Would the outrage be deeper, more vociferous? Would we be lobbying our governments to do more to help these people rather than to do more to make our borders more closed?
The UK’s foreign secretary, Philip Hammond, recently talked about “marauding migrants” coming to Europe and threatening our quality of life. In a similar vein, Jürgen Habermas – one of the most prominent and respected commentators on the question of Europe – has suggested, in his book Europe: The Faltering Project, that “the painful transition to post-colonial immigrant societies” within Europe is occurring alongside “the humiliating conditions of growing social inequality” associated with the pressures of globalised labour markets.
While the tone of the two statements may be different, they both frame migrants as somehow implicated in the decline of the welfare and social settlement within Europe, and for increasing social and economic inequality.
But there’s been pitifully little discussion of the desperate conditions elsewhere that force people to migrate – conditions historically created, for the most part, by European colonial powers.
Labels matter
Any attempt to address the problems associated with immigration has to start by recognising that labelling the people crossing the Mediterranean as “migrants” is part of the problem. Al Jazeera recently set out why it will no longer use the term “migrant” and prefers, instead, to talk about refugees. While I’m sympathetic to Al Jazeera’s critical position, I would make a rather stronger argument: that we must recognise our obligation to these people by virtue of our connected histories.
The gap in living standards between Europe and other countries is not a natural gap. The economic motivation that drives poorer people to migrate has been produced and continues to be reproduced by practices emanating from richer countries, and by those same countries' deficient understandings of their own global dominance.
Europe’s relatively high standard of living and social infrastructure have not been established or maintained separate from either the labour and wealth of others, or the creation of misery elsewhere.
Migrants and refugees are by definition excluded from the history of the state as understood in national terms. That therefore also erases their own history of belonging to the political community that enjoys rights and claims upon that state.
That historical exclusion is in turn used to justify continuing to exclude them in the present, barring them from entry to those states and from sharing in their imperially acquired wealth and resources.
False distinction
Our distinction between migrants/refugees on one hand and citizens on the other is based on a false version of history, one that draws a distinction between states and colonies whose histories are, in fact, inextricably entwined. We have to understand the contemporary crisis in the context of these connected histories, and to think of the histories of states and colonies as one and the same.
The failure to properly account for Europe’s colonial past cements the political division between legitimate citizens with rights and migrants/refugees without rights as members of the political community. Although, of course, refugees do have rights established within international treaties, rights which many European countries are failing to recognise as part of a common European commitment.
If belonging to the history of the nation is what traditionally confers membership rights upon individuals (as most forms of citizenship demonstrate), it’s incumbent upon us to recognise the histories that would see refugees as already having claims upon the states they wish to enter. That would really open up space to take different approach to the crises we currently face.
If we want to see a different Europe that’s able to deal with a crisis of this magnitude in a genuinely humanitarian way, then we need to narrate the colonial past of its constituent countries and the implications of the colonial past in the very project of Europe itself. We need to acknowledge the imperial past as the very condition of possibility of Europe and European countries today – with all the rights, duties, and obligations to reparatory justice that that entails.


:: Aim of the exercise ::
Copy out all the lines of the data that hold the word "status".

:: Exercise inputs ::
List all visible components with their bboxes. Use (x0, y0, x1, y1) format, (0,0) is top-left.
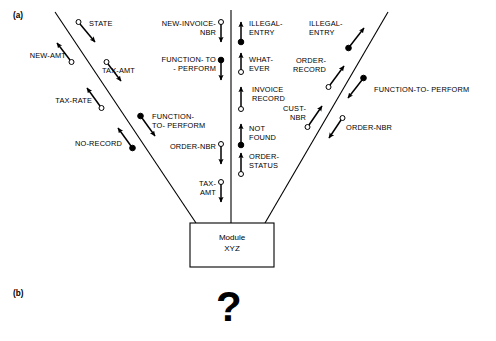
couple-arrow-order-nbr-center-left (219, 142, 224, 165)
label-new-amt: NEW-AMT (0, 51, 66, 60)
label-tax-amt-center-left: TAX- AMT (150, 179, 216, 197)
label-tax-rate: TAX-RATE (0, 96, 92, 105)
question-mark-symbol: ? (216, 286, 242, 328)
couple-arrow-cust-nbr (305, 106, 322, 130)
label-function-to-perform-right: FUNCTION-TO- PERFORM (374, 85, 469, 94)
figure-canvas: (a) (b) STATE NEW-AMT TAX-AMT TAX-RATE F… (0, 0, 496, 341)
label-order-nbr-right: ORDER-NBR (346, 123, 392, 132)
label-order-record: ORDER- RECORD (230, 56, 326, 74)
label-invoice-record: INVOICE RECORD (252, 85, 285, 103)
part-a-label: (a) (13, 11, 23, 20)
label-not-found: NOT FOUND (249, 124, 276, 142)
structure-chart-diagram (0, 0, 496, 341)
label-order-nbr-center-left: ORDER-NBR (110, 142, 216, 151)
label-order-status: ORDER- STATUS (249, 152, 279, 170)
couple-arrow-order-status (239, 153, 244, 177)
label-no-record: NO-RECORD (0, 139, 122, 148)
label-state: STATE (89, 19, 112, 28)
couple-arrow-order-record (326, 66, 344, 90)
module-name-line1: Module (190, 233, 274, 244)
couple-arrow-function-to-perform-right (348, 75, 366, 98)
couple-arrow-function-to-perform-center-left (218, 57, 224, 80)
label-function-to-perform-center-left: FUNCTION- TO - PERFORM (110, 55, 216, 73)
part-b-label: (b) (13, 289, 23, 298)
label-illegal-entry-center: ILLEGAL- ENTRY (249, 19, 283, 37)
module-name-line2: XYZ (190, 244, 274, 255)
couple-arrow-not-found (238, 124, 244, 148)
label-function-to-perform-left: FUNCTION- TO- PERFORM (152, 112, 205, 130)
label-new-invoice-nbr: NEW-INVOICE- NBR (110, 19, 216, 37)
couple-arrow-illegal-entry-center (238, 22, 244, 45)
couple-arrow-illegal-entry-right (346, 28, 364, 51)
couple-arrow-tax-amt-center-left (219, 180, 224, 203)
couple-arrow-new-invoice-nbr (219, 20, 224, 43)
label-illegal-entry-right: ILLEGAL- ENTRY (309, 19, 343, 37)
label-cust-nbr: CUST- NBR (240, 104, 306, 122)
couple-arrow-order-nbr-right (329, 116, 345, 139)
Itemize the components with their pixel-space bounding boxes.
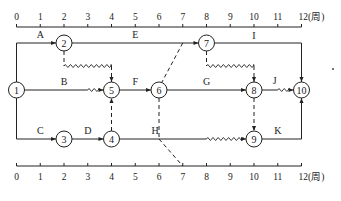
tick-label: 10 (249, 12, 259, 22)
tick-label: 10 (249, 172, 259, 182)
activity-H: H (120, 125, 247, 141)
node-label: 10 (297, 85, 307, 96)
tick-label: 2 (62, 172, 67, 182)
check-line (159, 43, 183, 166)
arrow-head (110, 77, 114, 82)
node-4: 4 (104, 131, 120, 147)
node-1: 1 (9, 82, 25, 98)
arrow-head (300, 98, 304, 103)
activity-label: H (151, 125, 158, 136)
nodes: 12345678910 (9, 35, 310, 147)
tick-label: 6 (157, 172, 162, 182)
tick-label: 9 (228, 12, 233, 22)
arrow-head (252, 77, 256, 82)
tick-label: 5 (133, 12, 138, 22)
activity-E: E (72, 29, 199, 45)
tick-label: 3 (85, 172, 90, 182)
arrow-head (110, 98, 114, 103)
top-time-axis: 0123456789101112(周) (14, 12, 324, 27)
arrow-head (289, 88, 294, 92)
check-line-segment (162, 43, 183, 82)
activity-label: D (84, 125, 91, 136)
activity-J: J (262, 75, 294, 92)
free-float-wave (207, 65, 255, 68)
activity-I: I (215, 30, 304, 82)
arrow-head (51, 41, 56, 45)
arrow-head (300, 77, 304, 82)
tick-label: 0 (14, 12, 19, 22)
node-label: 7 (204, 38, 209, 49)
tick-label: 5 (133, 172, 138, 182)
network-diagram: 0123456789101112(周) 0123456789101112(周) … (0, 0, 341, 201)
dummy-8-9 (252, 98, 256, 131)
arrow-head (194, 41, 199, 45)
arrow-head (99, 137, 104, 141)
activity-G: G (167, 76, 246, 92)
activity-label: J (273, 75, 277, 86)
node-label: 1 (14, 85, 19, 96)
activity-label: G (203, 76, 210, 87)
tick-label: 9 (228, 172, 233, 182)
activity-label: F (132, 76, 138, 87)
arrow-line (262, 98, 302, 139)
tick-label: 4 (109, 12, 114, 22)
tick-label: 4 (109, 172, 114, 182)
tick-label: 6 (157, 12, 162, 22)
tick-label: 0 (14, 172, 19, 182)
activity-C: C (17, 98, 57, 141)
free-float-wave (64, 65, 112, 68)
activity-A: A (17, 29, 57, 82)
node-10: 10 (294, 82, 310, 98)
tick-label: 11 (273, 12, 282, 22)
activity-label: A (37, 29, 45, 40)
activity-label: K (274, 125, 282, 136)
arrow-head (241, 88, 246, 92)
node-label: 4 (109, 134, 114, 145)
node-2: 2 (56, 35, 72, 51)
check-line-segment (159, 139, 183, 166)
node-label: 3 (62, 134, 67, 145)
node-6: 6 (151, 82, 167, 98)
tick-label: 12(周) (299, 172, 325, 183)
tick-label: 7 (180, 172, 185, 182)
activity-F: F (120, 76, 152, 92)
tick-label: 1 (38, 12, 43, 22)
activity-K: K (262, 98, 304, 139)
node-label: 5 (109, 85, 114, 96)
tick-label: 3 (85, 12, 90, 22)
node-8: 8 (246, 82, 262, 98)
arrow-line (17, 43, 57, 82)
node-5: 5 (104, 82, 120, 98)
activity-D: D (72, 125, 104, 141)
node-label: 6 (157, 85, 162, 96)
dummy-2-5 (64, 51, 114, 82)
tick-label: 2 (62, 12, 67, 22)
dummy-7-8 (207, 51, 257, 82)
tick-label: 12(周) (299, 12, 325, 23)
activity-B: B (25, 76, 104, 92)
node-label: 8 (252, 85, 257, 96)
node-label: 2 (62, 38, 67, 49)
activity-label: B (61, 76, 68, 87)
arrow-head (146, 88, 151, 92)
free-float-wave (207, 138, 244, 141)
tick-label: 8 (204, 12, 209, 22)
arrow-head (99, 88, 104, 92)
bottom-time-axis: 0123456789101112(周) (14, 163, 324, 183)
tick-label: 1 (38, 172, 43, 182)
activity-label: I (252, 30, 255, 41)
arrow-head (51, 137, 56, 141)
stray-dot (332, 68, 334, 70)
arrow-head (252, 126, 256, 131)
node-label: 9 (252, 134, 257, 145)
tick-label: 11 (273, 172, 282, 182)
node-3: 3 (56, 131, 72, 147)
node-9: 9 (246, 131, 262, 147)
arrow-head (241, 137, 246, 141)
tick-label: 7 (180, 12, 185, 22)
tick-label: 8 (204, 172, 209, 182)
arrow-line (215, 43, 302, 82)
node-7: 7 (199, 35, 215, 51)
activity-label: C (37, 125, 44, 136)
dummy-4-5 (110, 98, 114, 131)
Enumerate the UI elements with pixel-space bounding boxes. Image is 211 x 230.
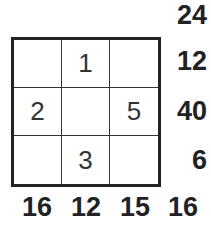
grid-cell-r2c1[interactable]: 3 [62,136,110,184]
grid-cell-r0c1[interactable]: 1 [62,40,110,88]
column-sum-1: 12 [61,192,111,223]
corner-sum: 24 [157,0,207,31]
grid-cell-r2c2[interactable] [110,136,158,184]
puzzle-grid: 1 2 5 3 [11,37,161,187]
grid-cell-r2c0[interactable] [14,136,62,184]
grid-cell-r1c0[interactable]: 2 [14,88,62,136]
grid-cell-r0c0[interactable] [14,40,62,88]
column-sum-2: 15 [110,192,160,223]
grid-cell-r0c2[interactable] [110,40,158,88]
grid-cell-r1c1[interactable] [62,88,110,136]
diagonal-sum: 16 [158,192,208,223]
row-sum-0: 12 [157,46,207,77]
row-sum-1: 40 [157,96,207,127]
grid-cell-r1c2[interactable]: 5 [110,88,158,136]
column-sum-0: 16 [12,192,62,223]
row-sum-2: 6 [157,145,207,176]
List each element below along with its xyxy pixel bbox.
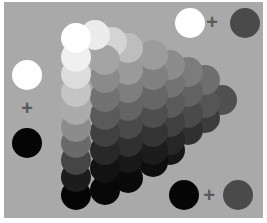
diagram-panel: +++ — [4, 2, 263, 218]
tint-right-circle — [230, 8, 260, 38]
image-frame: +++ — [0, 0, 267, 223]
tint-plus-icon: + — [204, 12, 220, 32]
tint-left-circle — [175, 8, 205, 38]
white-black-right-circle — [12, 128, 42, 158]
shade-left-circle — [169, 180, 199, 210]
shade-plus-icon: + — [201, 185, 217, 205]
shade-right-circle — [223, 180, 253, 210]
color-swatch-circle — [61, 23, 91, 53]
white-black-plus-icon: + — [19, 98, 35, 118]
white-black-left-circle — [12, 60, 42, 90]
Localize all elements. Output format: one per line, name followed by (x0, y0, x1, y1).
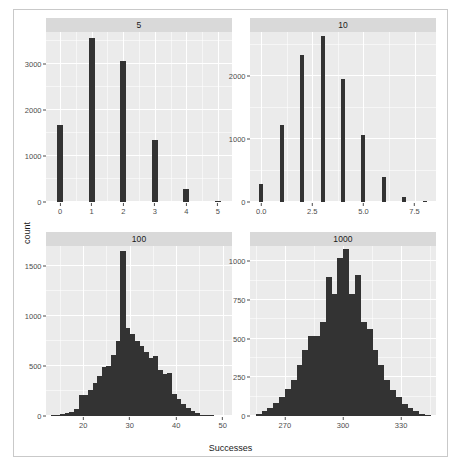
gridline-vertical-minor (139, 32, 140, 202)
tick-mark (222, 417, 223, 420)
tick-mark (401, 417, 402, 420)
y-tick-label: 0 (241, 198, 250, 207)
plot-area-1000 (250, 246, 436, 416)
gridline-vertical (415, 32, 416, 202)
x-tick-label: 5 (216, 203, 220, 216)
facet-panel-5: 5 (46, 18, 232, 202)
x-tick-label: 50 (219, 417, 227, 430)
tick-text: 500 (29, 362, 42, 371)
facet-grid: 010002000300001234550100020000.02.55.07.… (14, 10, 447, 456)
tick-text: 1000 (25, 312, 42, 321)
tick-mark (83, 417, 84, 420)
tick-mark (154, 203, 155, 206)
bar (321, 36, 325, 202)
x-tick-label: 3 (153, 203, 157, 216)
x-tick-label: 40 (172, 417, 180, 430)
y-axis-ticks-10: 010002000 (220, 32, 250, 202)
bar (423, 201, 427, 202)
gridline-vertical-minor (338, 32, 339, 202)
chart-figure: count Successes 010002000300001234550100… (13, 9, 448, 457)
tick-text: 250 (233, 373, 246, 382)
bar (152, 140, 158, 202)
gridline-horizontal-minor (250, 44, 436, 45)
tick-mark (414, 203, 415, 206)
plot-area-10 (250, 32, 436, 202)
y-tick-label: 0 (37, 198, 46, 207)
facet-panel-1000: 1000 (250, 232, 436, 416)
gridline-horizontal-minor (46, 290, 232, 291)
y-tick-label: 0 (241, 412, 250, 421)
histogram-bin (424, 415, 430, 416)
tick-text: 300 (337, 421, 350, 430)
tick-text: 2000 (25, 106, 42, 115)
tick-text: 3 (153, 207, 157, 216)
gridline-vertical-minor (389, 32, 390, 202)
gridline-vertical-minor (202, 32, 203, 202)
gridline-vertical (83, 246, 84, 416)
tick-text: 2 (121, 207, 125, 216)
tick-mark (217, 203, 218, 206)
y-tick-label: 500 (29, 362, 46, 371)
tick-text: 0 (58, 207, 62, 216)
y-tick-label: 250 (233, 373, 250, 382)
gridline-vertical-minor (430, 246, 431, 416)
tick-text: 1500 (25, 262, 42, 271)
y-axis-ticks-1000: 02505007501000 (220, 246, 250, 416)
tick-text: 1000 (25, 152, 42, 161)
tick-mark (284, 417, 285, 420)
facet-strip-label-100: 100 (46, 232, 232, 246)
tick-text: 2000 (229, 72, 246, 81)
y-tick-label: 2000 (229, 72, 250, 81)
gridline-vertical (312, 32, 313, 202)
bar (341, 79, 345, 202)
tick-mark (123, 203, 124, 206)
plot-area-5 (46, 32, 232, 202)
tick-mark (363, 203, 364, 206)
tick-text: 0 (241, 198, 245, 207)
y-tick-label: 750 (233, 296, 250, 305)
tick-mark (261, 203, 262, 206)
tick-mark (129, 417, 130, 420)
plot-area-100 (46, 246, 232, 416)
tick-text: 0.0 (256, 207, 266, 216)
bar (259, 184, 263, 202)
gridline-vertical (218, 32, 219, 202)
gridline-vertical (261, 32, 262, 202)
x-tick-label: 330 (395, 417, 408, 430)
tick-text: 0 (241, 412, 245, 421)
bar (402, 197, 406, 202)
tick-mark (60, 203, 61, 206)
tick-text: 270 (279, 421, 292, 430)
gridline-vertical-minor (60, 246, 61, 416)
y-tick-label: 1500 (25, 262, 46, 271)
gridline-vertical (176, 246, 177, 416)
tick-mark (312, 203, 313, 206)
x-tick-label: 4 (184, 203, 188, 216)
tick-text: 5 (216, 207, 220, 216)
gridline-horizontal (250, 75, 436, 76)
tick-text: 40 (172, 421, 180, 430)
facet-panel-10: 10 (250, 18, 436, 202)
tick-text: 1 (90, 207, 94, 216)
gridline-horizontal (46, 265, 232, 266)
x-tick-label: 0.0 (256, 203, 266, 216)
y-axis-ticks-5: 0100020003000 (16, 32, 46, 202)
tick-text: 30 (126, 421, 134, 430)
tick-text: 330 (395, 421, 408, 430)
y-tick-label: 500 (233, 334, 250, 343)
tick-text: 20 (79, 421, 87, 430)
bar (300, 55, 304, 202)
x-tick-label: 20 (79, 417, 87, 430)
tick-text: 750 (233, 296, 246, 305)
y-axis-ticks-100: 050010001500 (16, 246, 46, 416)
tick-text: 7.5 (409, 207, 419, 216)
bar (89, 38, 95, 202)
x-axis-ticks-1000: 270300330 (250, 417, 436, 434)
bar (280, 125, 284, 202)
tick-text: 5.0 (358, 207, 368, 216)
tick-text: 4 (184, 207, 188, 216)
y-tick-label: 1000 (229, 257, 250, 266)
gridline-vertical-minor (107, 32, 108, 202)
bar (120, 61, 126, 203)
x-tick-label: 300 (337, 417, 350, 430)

:: Exercise result ::
label-order-status: ORDER- STATUS (249, 152, 279, 170)
couple-arrow-order-status (239, 153, 244, 177)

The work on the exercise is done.